GettyImages-483023094
A Planned Parenthood location is seen on Aug. 5, 2015, in New York City. The women's health organization has come under fire from Republicans recently after a video emerged purportedly showing a Planned Parenthood executive discussing selling cells from aborted fetuses. The video has reinvigorated abortion opponents and may have been a factor in Friday’s arson attack on a Planned Parenthood clinic in Washington state. Andrew Burton/Getty Images

Washington state Attorney General Bob Ferguson said Saturday his office would help local and federal law enforcement find whoever was behind an arson attack on a Planned Parenthood clinic in Pullman, a college town about 285 miles east of Seattle at the border with Montana. Local police said they discovered the building was on fire with smoke billowing out of a broken window after responding early Friday to a burglar alarm.

“This act of violence has no place in a free society,” Ferguson said in a statement posted by KHQ-TV, Spokane. “I urge everyone to join me in condemning this cowardly, reckless and criminal act of intimidation and public endangerment.”

No injuries were reported, but the fire did extensive damage to the facility run by the nonprofit women’s health services provider with roots dating back to 1916. Planned Parenthood offers affordable health services, like cancer screening, that benefit low-income women and children, but it also provides abortions, which has long made it a target of social conservatives who oppose the procedure largely on religious grounds.

“This is an appalling act of violence toward Planned Parenthood, but unfortunately a predictable ripple effect from the false and incendiary attacks that fuel violence from extremists,” Karl Eastlund, a regional director of Planned Parenthood, said in a statement.

Planned Parenthood has been under increased scrutiny since the release of undercover videos purportedly showing a Planned Parenthood executive discussing the sale of cells from aborted fetuses. The videos, produced by anti-abortion group Center for Medical Progress, have led to cyberattacks against the group and calls to cut off government funding. Planned Parenthood received $528.4 million in state and federal reimbursements last year.

Planned Parenthood denies attempting to sell tissue from aborted fetuses, which would be illegal, but does “help patients who want to donate tissue for scientific research, and we do this just like every other high-quality healthcare provider does.” Planned Parenthood is allowed like other healthcare facilities to recoup costs to cover expenses associated with the donation of fetal tissue.

Medical scientists have lashed out at the politicization behind the use of fetal tissue in lifesaving research.

"We have a duty to use fetal tissue for research and therapy," R. Alta Charo of the University of Wisconsin wrote in the latest issue of the New England Journal of Medicine. "And that duty includes taking advantage of avenues of hope for current and future patients, particularly if those avenues are being threatened by a purely political fight."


• Description of the task: Every entry should be copied exactly, with nothing added or dropped.
=== Begin Enclosure ===
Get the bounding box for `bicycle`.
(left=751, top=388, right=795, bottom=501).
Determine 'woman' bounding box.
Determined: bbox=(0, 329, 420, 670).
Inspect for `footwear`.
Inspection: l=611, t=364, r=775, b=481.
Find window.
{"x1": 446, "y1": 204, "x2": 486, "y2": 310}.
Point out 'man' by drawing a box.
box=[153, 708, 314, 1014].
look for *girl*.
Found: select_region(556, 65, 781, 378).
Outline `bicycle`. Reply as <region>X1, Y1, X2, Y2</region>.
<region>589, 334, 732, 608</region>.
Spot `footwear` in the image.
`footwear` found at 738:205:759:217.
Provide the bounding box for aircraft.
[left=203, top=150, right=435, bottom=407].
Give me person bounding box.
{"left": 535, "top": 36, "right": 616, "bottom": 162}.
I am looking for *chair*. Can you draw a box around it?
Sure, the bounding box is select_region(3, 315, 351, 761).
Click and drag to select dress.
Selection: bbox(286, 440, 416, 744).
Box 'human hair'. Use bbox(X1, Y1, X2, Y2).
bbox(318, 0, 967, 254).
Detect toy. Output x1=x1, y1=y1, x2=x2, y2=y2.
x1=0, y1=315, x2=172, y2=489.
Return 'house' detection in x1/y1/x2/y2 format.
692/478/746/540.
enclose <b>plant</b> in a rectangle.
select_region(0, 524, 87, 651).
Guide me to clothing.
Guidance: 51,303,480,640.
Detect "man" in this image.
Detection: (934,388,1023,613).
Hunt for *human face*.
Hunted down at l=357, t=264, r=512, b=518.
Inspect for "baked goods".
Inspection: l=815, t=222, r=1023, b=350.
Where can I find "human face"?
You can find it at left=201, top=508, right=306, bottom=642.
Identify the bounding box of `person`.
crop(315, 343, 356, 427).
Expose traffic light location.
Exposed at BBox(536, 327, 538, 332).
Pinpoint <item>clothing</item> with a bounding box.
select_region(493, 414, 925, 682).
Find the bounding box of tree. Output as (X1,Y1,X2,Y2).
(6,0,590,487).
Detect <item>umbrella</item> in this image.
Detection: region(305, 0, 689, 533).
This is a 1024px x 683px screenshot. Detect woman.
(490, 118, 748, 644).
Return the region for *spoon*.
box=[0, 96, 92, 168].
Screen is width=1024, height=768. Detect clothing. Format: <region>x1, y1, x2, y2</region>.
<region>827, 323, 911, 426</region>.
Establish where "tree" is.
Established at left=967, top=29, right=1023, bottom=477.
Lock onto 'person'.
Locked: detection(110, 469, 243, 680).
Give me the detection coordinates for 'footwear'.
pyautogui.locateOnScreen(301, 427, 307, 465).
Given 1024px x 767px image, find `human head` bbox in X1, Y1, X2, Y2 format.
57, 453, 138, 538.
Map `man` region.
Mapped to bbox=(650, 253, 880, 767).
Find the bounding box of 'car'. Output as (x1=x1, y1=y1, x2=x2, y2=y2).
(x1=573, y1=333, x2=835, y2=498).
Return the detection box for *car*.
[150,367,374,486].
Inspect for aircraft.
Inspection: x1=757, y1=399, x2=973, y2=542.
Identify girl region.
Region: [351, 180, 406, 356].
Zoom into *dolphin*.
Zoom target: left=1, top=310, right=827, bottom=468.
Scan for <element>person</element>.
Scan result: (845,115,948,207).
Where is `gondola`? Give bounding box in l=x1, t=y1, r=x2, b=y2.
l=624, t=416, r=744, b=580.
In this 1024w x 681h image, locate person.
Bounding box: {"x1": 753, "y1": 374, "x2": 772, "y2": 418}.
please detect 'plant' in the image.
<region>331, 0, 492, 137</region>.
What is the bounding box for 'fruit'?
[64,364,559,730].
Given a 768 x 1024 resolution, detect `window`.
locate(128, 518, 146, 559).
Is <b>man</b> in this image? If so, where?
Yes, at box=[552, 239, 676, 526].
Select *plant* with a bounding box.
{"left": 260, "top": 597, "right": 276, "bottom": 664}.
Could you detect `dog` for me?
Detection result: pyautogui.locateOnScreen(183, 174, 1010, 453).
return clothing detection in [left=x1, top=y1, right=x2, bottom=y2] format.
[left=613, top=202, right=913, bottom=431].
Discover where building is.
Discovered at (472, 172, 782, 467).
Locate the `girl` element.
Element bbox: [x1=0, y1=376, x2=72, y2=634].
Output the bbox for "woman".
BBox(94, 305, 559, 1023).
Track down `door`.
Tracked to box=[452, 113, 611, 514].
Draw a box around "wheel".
=== End Enclosure ===
• Task answer:
Get the bounding box for `bicycle`.
(left=751, top=388, right=795, bottom=501).
Determine 'woman' bounding box.
Determined: bbox=(0, 329, 420, 670).
Inspect for `footwear`.
Inspection: l=611, t=364, r=775, b=481.
Find window.
{"x1": 446, "y1": 204, "x2": 486, "y2": 310}.
Point out 'man' by drawing a box.
box=[153, 708, 314, 1014].
look for *girl*.
Found: select_region(556, 65, 781, 378).
Outline `bicycle`. Reply as <region>X1, Y1, X2, Y2</region>.
<region>589, 334, 732, 608</region>.
Spot `footwear` in the image.
`footwear` found at 738:205:759:217.
Provide the bounding box for aircraft.
[left=203, top=150, right=435, bottom=407].
Give me person bounding box.
{"left": 535, "top": 36, "right": 616, "bottom": 162}.
I am looking for *chair*. Can you draw a box around it?
Sure, the bounding box is select_region(3, 315, 351, 761).
Click and drag to select dress.
Selection: bbox(286, 440, 416, 744).
Box 'human hair'. Use bbox(X1, Y1, X2, Y2).
bbox(318, 0, 967, 254).
Detect toy. Output x1=x1, y1=y1, x2=x2, y2=y2.
x1=0, y1=315, x2=172, y2=489.
Return 'house' detection in x1/y1/x2/y2 format.
692/478/746/540.
enclose <b>plant</b> in a rectangle.
select_region(0, 524, 87, 651).
Guide me to clothing.
Guidance: 51,303,480,640.
Detect "man" in this image.
Detection: (934,388,1023,613).
Hunt for *human face*.
Hunted down at l=357, t=264, r=512, b=518.
Inspect for "baked goods".
Inspection: l=815, t=222, r=1023, b=350.
Where can I find "human face"?
You can find it at left=201, top=508, right=306, bottom=642.
Identify the bounding box of `person`.
crop(315, 343, 356, 427).
Expose traffic light location.
Exposed at BBox(536, 327, 538, 332).
Pinpoint <item>clothing</item> with a bounding box.
select_region(493, 414, 925, 682).
Find the bounding box of tree. Output as (X1,Y1,X2,Y2).
(6,0,590,487).
Detect <item>umbrella</item> in this image.
Detection: region(305, 0, 689, 533).
This is a 1024px x 683px screenshot. Detect woman.
(490, 118, 748, 644).
Return the region for *spoon*.
box=[0, 96, 92, 168].
Screen is width=1024, height=768. Detect clothing. Format: <region>x1, y1, x2, y2</region>.
<region>827, 323, 911, 426</region>.
Establish where "tree" is.
Established at left=967, top=29, right=1023, bottom=477.
Lock onto 'person'.
Locked: detection(110, 469, 243, 680).
Give me the detection coordinates for 'footwear'.
pyautogui.locateOnScreen(301, 427, 307, 465).
Given 1024px x 767px image, find `human head` bbox in X1, Y1, X2, Y2 format.
57, 453, 138, 538.
Map `man` region.
Mapped to bbox=(650, 253, 880, 767).
Find the bounding box of 'car'. Output as (x1=x1, y1=y1, x2=x2, y2=y2).
(x1=573, y1=333, x2=835, y2=498).
Return the detection box for *car*.
[150,367,374,486].
Inspect for aircraft.
Inspection: x1=757, y1=399, x2=973, y2=542.
Identify girl region.
Region: [351, 180, 406, 356].
Zoom into *dolphin*.
Zoom target: left=1, top=310, right=827, bottom=468.
Scan for <element>person</element>.
Scan result: (845,115,948,207).
Where is `gondola`? Give bounding box in l=x1, t=y1, r=x2, b=y2.
l=624, t=416, r=744, b=580.
In this 1024w x 681h image, locate person.
Bounding box: {"x1": 753, "y1": 374, "x2": 772, "y2": 418}.
please detect 'plant' in the image.
<region>331, 0, 492, 137</region>.
What is the bounding box for 'fruit'?
[64,364,559,730].
Given a 768 x 1024 resolution, detect `window`.
locate(128, 518, 146, 559).
Is <b>man</b> in this image? If so, where?
Yes, at box=[552, 239, 676, 526].
Select *plant* with a bounding box.
{"left": 260, "top": 597, "right": 276, "bottom": 664}.
Could you detect `dog` for me?
Detection result: pyautogui.locateOnScreen(183, 174, 1010, 453).
return clothing detection in [left=x1, top=y1, right=x2, bottom=y2] format.
[left=613, top=202, right=913, bottom=431].
Discover where building is.
Discovered at (472, 172, 782, 467).
Locate the `girl` element.
Element bbox: [x1=0, y1=376, x2=72, y2=634].
Output the bbox for "woman".
BBox(94, 305, 559, 1023).
Track down `door`.
Tracked to box=[452, 113, 611, 514].
Draw a box around "wheel".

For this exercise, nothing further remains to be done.